Juneau-Douglas High School: Yadaa.at Kalé senior soccer player Mitchell McDonald was diagnosed with a cancer known as Rhabdomyosarcoma, which has forced him to sit out this season. The JDHS and Thunder Mountain soccer teams will play in Cancer Awareness Games this Saturday at Adair-Kennedy Memorial Field to show their support for McDonald. (Courtesy Photo | Erik Norberg)

Juneau-Douglas High School: Yadaa.at Kalé senior soccer player Mitchell McDonald was diagnosed with a cancer known as Rhabdomyosarcoma, which has forced him to sit out this season. The JDHS and Thunder Mountain soccer teams will play in Cancer Awareness Games this Saturday at Adair-Kennedy Memorial Field to show their support for McDonald. (Courtesy Photo | Erik Norberg)

Cancer awareness games planned for Saturday

JDHS senior Mitchell McDonald battling form of sarcoma

All four of Juneau’s soccer teams will be playing on the same side this Saturday when they take the pitch at Adair-Kennedy Memorial Park.

Sporting lavender-colored uniforms, the Juneau-Douglas and Thunder Mountain clubs will play in six Cancer Awareness Games in support of a peer, who was diagnosed with cancer last winter.

JDHS senior goalkeeper Mitchell McDonald was diagnosed in November with Rhabdomyosarcoma, a cancer that affects skeletal muscle cells that is most often found in children under the age of 10. In mid-December, McDonald moved into the Ronald McDonald House in Seattle and has spent the past four months receiving treatment in the area. McDonald’s dad, Mitch, said his son has undergone over 40 weeks of chemotherapy and over 20 days of radiation. He is expected to return home by this November.

“I can’t say enough great things about the nurses and doctors in the hematology/oncology department at the Seattle Children’s Hospital, the radiation oncology team at the UW Medical Center and the staff and volunteers at the Ronald McDonald House,” Mitch McDonald wrote in a text message, “and most especially all the kind people of our community that have given us so much.”

McDonald appeared in just under half of the games last season and backstopped JDHS to five wins. JDHS senior Ronan Davies said the goalkeeper had a large presence on the team, especially during practice.

“Mitchell was always known for always being very commanding and loud on the field with the goalies,” Davies said. “That’s what you want from your goalie. We’re missing that a lot this year.”

Davies said he checks in periodically with McDonald via text message so that “he knows people are thinking about him.”

“I’ve been through it before with members of my family, but they’re all adults,” Davies said. “Seeing it happen to someone in high school was a whole different ball game. It’s way younger than seeing most people with cancer. It almost seems too young for someone to have to go through something like that.”

JDHS senior Jackson Norberg visited his friend in person in December, and recalled McDonald being in good spirits. Norberg said he’s become much more aware of the plight of cancer patients through the experience.

“It doesn’t really hit home with you until it’s someone you actually knew for almost all your life,” Norberg said.

The Cancer Awareness Games begin with the Thunder Mountain girls varsity at 9 a.m. at Adair-Kennedy. The following five games will each feature the following teams: Thunder Mountain boys varsity at 10:45 a.m.; JDHS girls JV at 1 p.m.; JDHS boys JV at 2:45 p.m.; JDHS girls varsity at 4:30 p.m.; JDHS boys varsity at 6:15 p.m.

The Thunder Mountain squads play against Homer while all four JDHS factions play against conference foe Ketchikan.

There will also be soccer games played tonight and Friday night. Find the full schedule at juneausoccer.org/highschools.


(PROBLEM STATEMENT)
For every record that follows, transcribe the text exactly and leave any image out.

** Opening LISTED ENTRIES block **

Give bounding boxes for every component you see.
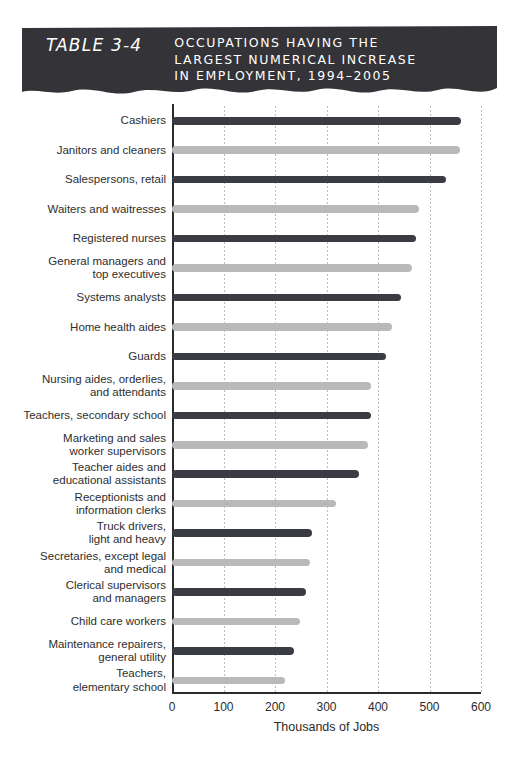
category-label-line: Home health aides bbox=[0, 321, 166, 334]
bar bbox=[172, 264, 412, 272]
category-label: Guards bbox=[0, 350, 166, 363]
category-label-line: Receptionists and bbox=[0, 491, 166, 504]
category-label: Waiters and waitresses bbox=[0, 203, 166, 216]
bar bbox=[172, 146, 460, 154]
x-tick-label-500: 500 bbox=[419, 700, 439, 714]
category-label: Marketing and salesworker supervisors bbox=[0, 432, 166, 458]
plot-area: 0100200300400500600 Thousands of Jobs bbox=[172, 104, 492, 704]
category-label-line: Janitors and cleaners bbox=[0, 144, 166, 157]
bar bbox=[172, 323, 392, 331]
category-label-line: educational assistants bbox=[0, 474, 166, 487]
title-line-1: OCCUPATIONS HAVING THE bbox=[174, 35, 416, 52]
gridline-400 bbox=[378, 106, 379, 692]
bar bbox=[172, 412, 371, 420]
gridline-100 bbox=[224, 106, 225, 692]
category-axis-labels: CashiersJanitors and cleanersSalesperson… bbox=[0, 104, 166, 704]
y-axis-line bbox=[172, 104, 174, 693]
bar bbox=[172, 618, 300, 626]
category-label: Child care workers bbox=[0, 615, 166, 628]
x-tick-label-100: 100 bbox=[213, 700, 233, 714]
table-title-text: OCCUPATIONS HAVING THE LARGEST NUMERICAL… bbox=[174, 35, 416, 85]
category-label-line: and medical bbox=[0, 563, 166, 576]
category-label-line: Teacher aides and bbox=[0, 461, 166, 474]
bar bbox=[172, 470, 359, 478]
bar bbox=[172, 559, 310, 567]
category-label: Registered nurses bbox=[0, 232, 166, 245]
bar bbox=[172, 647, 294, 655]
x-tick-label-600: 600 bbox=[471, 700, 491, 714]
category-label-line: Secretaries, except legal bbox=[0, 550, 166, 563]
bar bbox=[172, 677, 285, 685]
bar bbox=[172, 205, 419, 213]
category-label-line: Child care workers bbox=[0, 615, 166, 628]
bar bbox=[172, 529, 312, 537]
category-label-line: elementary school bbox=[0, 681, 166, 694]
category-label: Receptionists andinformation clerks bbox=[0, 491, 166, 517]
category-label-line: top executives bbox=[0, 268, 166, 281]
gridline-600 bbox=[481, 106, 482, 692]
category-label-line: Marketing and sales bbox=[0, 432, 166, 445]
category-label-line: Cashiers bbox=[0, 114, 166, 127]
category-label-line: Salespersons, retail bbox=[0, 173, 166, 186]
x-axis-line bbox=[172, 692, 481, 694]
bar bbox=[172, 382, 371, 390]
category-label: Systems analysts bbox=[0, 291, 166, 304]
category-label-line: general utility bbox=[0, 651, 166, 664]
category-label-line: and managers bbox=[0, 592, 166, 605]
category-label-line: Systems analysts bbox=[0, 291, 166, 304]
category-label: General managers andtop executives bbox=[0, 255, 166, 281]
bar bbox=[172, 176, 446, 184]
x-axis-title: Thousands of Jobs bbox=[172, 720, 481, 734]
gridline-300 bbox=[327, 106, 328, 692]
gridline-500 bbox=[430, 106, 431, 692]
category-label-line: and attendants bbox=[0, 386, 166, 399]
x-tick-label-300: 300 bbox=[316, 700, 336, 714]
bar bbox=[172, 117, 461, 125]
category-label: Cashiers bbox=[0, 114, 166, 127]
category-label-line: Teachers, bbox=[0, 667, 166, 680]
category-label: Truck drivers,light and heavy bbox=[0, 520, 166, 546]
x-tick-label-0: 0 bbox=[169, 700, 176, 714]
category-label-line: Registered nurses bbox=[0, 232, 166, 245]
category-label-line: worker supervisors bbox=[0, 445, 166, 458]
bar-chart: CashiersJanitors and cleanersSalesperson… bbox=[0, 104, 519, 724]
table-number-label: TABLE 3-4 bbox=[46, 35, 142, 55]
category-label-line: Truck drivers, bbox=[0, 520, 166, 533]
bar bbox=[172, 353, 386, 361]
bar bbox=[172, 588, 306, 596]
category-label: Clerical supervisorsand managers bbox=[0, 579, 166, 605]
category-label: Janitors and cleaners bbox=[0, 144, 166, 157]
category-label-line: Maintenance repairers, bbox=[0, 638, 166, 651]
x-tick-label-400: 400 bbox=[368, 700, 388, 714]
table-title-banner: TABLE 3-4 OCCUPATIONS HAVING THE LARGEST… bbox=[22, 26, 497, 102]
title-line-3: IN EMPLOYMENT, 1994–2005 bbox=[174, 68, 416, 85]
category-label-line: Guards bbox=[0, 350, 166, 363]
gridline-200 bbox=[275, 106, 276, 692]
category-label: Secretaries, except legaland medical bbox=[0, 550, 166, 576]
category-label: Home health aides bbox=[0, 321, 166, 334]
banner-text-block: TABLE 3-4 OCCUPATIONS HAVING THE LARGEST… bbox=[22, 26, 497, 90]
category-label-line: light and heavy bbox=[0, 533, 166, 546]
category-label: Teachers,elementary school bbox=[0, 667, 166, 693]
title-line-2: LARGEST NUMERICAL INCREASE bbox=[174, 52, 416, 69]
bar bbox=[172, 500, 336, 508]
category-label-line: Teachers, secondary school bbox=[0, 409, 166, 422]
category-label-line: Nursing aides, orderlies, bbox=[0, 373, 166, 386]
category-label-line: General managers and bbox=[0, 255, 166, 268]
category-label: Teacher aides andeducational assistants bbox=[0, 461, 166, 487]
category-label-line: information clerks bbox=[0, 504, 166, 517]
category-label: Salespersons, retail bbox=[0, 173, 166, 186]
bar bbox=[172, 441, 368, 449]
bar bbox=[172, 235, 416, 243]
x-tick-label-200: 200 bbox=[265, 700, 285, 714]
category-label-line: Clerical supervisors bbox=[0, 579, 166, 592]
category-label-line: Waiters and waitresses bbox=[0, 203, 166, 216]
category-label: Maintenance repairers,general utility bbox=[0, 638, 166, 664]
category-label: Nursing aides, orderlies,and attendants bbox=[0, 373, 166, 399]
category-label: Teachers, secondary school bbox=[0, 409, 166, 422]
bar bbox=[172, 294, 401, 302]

** Closing LISTED ENTRIES block **

(RESULT OF THIS TASK)
Give bounding boxes for every component you see.
category-label-line: Home health aides bbox=[0, 321, 166, 334]
bar bbox=[172, 264, 412, 272]
category-label: Guards bbox=[0, 350, 166, 363]
category-label-line: Receptionists and bbox=[0, 491, 166, 504]
category-label: Waiters and waitresses bbox=[0, 203, 166, 216]
bar bbox=[172, 146, 460, 154]
x-tick-label-500: 500 bbox=[419, 700, 439, 714]
category-label: Marketing and salesworker supervisors bbox=[0, 432, 166, 458]
plot-area: 0100200300400500600 Thousands of Jobs bbox=[172, 104, 492, 704]
category-label-line: Janitors and cleaners bbox=[0, 144, 166, 157]
bar bbox=[172, 323, 392, 331]
category-label-line: educational assistants bbox=[0, 474, 166, 487]
title-line-1: OCCUPATIONS HAVING THE bbox=[174, 35, 416, 52]
gridline-400 bbox=[378, 106, 379, 692]
bar bbox=[172, 412, 371, 420]
gridline-100 bbox=[224, 106, 225, 692]
category-axis-labels: CashiersJanitors and cleanersSalesperson… bbox=[0, 104, 166, 704]
y-axis-line bbox=[172, 104, 174, 693]
bar bbox=[172, 618, 300, 626]
category-label: Child care workers bbox=[0, 615, 166, 628]
x-tick-label-100: 100 bbox=[213, 700, 233, 714]
table-title-text: OCCUPATIONS HAVING THE LARGEST NUMERICAL… bbox=[174, 35, 416, 85]
category-label-line: and medical bbox=[0, 563, 166, 576]
category-label-line: Teacher aides and bbox=[0, 461, 166, 474]
bar bbox=[172, 470, 359, 478]
bar bbox=[172, 559, 310, 567]
category-label: Registered nurses bbox=[0, 232, 166, 245]
bar bbox=[172, 647, 294, 655]
x-tick-label-600: 600 bbox=[471, 700, 491, 714]
category-label-line: Secretaries, except legal bbox=[0, 550, 166, 563]
bar bbox=[172, 677, 285, 685]
bar bbox=[172, 205, 419, 213]
category-label-line: Child care workers bbox=[0, 615, 166, 628]
bar bbox=[172, 529, 312, 537]
category-label-line: elementary school bbox=[0, 681, 166, 694]
category-label: Receptionists andinformation clerks bbox=[0, 491, 166, 517]
category-label-line: top executives bbox=[0, 268, 166, 281]
gridline-600 bbox=[481, 106, 482, 692]
category-label-line: Marketing and sales bbox=[0, 432, 166, 445]
category-label-line: Cashiers bbox=[0, 114, 166, 127]
category-label-line: Salespersons, retail bbox=[0, 173, 166, 186]
x-axis-line bbox=[172, 692, 481, 694]
bar bbox=[172, 382, 371, 390]
category-label: Systems analysts bbox=[0, 291, 166, 304]
category-label-line: general utility bbox=[0, 651, 166, 664]
category-label-line: and managers bbox=[0, 592, 166, 605]
category-label-line: Systems analysts bbox=[0, 291, 166, 304]
category-label: General managers andtop executives bbox=[0, 255, 166, 281]
bar bbox=[172, 176, 446, 184]
x-axis-title: Thousands of Jobs bbox=[172, 720, 481, 734]
gridline-300 bbox=[327, 106, 328, 692]
gridline-500 bbox=[430, 106, 431, 692]
category-label-line: and attendants bbox=[0, 386, 166, 399]
x-tick-label-300: 300 bbox=[316, 700, 336, 714]
bar bbox=[172, 117, 461, 125]
category-label: Cashiers bbox=[0, 114, 166, 127]
category-label-line: Teachers, bbox=[0, 667, 166, 680]
category-label: Truck drivers,light and heavy bbox=[0, 520, 166, 546]
x-tick-label-0: 0 bbox=[169, 700, 176, 714]
category-label-line: Registered nurses bbox=[0, 232, 166, 245]
category-label-line: worker supervisors bbox=[0, 445, 166, 458]
bar-chart: CashiersJanitors and cleanersSalesperson… bbox=[0, 104, 519, 724]
table-number-label: TABLE 3-4 bbox=[46, 35, 142, 55]
category-label-line: Truck drivers, bbox=[0, 520, 166, 533]
bar bbox=[172, 353, 386, 361]
bar bbox=[172, 588, 306, 596]
category-label: Clerical supervisorsand managers bbox=[0, 579, 166, 605]
category-label: Janitors and cleaners bbox=[0, 144, 166, 157]
category-label-line: Maintenance repairers, bbox=[0, 638, 166, 651]
x-tick-label-400: 400 bbox=[368, 700, 388, 714]
table-title-banner: TABLE 3-4 OCCUPATIONS HAVING THE LARGEST… bbox=[22, 26, 497, 102]
title-line-3: IN EMPLOYMENT, 1994–2005 bbox=[174, 68, 416, 85]
category-label-line: Guards bbox=[0, 350, 166, 363]
gridline-200 bbox=[275, 106, 276, 692]
category-label: Secretaries, except legaland medical bbox=[0, 550, 166, 576]
category-label: Home health aides bbox=[0, 321, 166, 334]
banner-text-block: TABLE 3-4 OCCUPATIONS HAVING THE LARGEST… bbox=[22, 26, 497, 90]
category-label-line: light and heavy bbox=[0, 533, 166, 546]
category-label: Teachers,elementary school bbox=[0, 667, 166, 693]
title-line-2: LARGEST NUMERICAL INCREASE bbox=[174, 52, 416, 69]
bar bbox=[172, 500, 336, 508]
category-label-line: Teachers, secondary school bbox=[0, 409, 166, 422]
category-label-line: Nursing aides, orderlies, bbox=[0, 373, 166, 386]
category-label-line: General managers and bbox=[0, 255, 166, 268]
category-label: Teacher aides andeducational assistants bbox=[0, 461, 166, 487]
category-label-line: information clerks bbox=[0, 504, 166, 517]
category-label: Salespersons, retail bbox=[0, 173, 166, 186]
bar bbox=[172, 441, 368, 449]
bar bbox=[172, 235, 416, 243]
x-tick-label-200: 200 bbox=[265, 700, 285, 714]
category-label-line: Clerical supervisors bbox=[0, 579, 166, 592]
category-label-line: Waiters and waitresses bbox=[0, 203, 166, 216]
category-label: Maintenance repairers,general utility bbox=[0, 638, 166, 664]
category-label: Nursing aides, orderlies,and attendants bbox=[0, 373, 166, 399]
category-label: Teachers, secondary school bbox=[0, 409, 166, 422]
bar bbox=[172, 294, 401, 302]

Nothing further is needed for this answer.